The shadowline.
A floating cantilever stair in grey-toned oak — built like a piece of gallery furniture.
Most floating stairs are warm — pale oak, white walls, lots of light. This one isn't. It's dark, graphic, and deliberately editorial — closer in feel to a piece of contemporary furniture than to a piece of architecture.
The whole stair speaks one vocabulary. Treads, stringer, handrails, and balusters all live in the same range of tones, from cool-grey oak to near-black steel. The wall-mounted rails continue the language uninterrupted — so the dark line you trace going up the open side keeps going across the wall on the closed side, never breaking.
The finish on the wood is doing a lot of work here. The oak is wire-brushed to open up the grain texture, then taken into a cool grey-brown range — the kind of finish that reads as fumed at a distance and as hand-worked up close.
The detail to study is the rail-to-newel joint. A mitered corner, a chamfered shadow gap where the rail meets the post, end-grain showing on the cap. It's the kind of detail you only get from a shop that finishes its own joinery — not a shop that orders parts.
Closer in feel to a piece of contemporary furniture than to a piece of architecture.
The base of the run — same dark vocabulary continuing into the living space.
Mid-flight detail — treads, balusters, and the continuous shadow line.
Cantilevered tread closeup. The wire-brushed grain reads as texture at any distance.
Looking up from underneath — the abstract pattern of treads against the wall.
Wall-mounted rail in the same oak as the stair — the language never breaks.
A lived-in moment: two potted plants share a tread.
The upper landing, looking back down the run, with a colourful rug below.
Detail of the rail-to-newel joint — mitered, with a chamfered shadow gap. Built like furniture.
Tell us about the stair your house deserves.
The shadowline.
A floating cantilever stair in grey-toned oak — built like a piece of gallery furniture.
Most floating stairs are warm — pale oak, white walls, lots of light. This one isn't. It's dark, graphic, and deliberately editorial — closer in feel to a piece of contemporary furniture than to a piece of architecture.
The whole stair speaks one vocabulary. Treads, stringer, handrails, and balusters all live in the same range of tones, from cool-grey oak to near-black steel. The wall-mounted rails continue the language uninterrupted — so the dark line you trace going up the open side keeps going across the wall on the closed side, never breaking.
The finish on the wood is doing a lot of work here. The oak is wire-brushed to open up the grain texture, then taken into a cool grey-brown range — the kind of finish that reads as fumed at a distance and as hand-worked up close.
The detail to study is the rail-to-newel joint. A mitered corner, a chamfered shadow gap where the rail meets the post, end-grain showing on the cap. It's the kind of detail you only get from a shop that finishes its own joinery — not a shop that orders parts.
Closer in feel to a piece of contemporary furniture than to a piece of architecture.
The base of the run — same dark vocabulary continuing into the living space.
Mid-flight detail — treads, balusters, and the continuous shadow line.
Cantilevered tread closeup. The wire-brushed grain reads as texture at any distance.
Looking up from underneath — the abstract pattern of treads against the wall.
Wall-mounted rail in the same oak as the stair — the language never breaks.
A lived-in moment: two potted plants share a tread.
The upper landing, looking back down the run, with a colourful rug below.
Detail of the rail-to-newel joint — mitered, with a chamfered shadow gap. Built like furniture.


Your goal:
Once the line with "Extract the location" is found, repeat it and all later lines exactly through the end of the listing below, with the pictures left out.
:: Data for this task
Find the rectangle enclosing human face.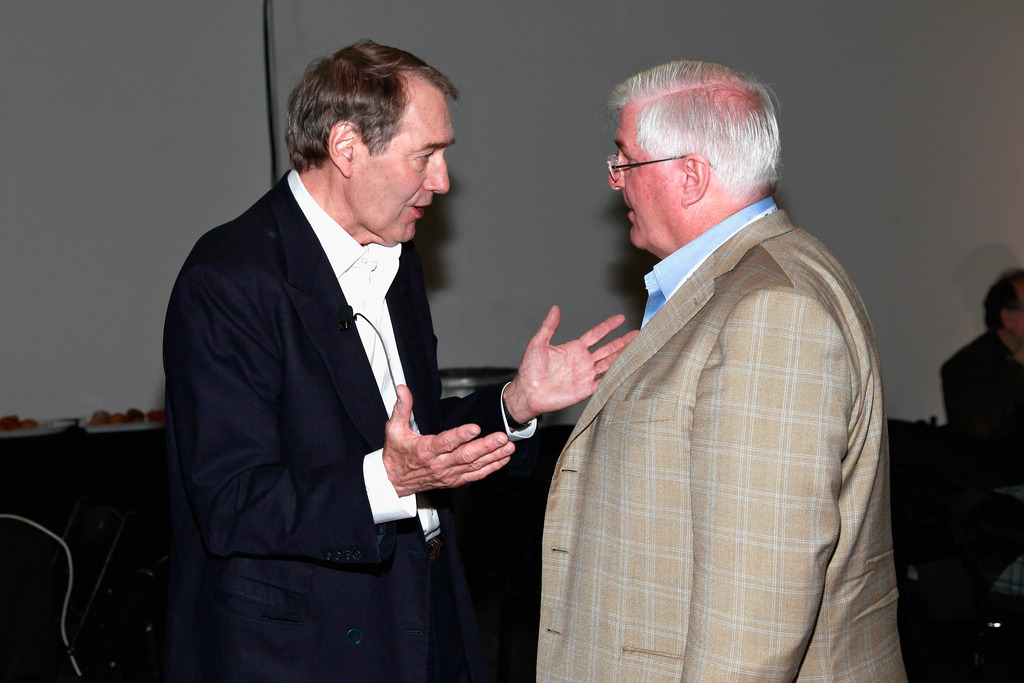
crop(362, 95, 460, 243).
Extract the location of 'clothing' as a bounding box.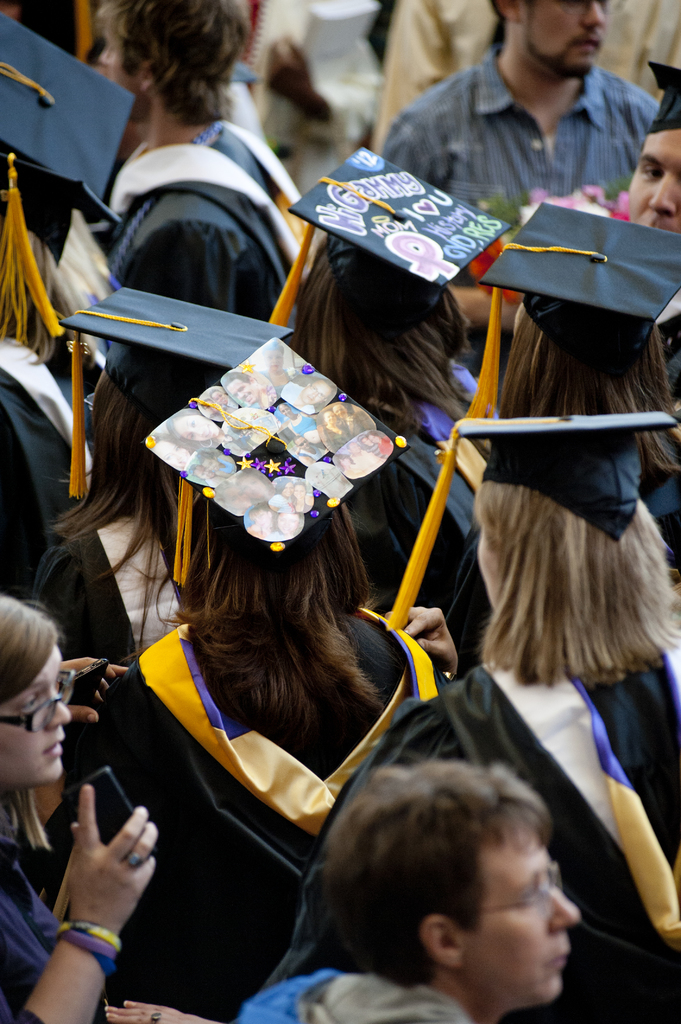
{"left": 240, "top": 963, "right": 476, "bottom": 1023}.
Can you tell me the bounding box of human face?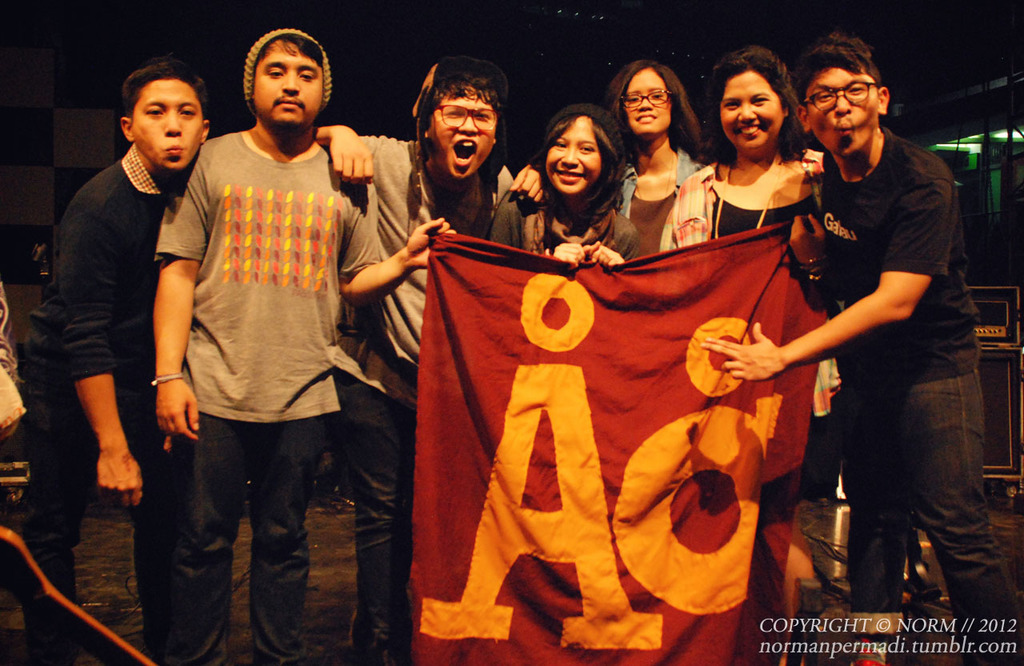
::::
Answer box:
Extract the location of 'clothing' as a bounding box.
{"left": 240, "top": 963, "right": 476, "bottom": 1023}.
Can you tell me the bounding box of human face?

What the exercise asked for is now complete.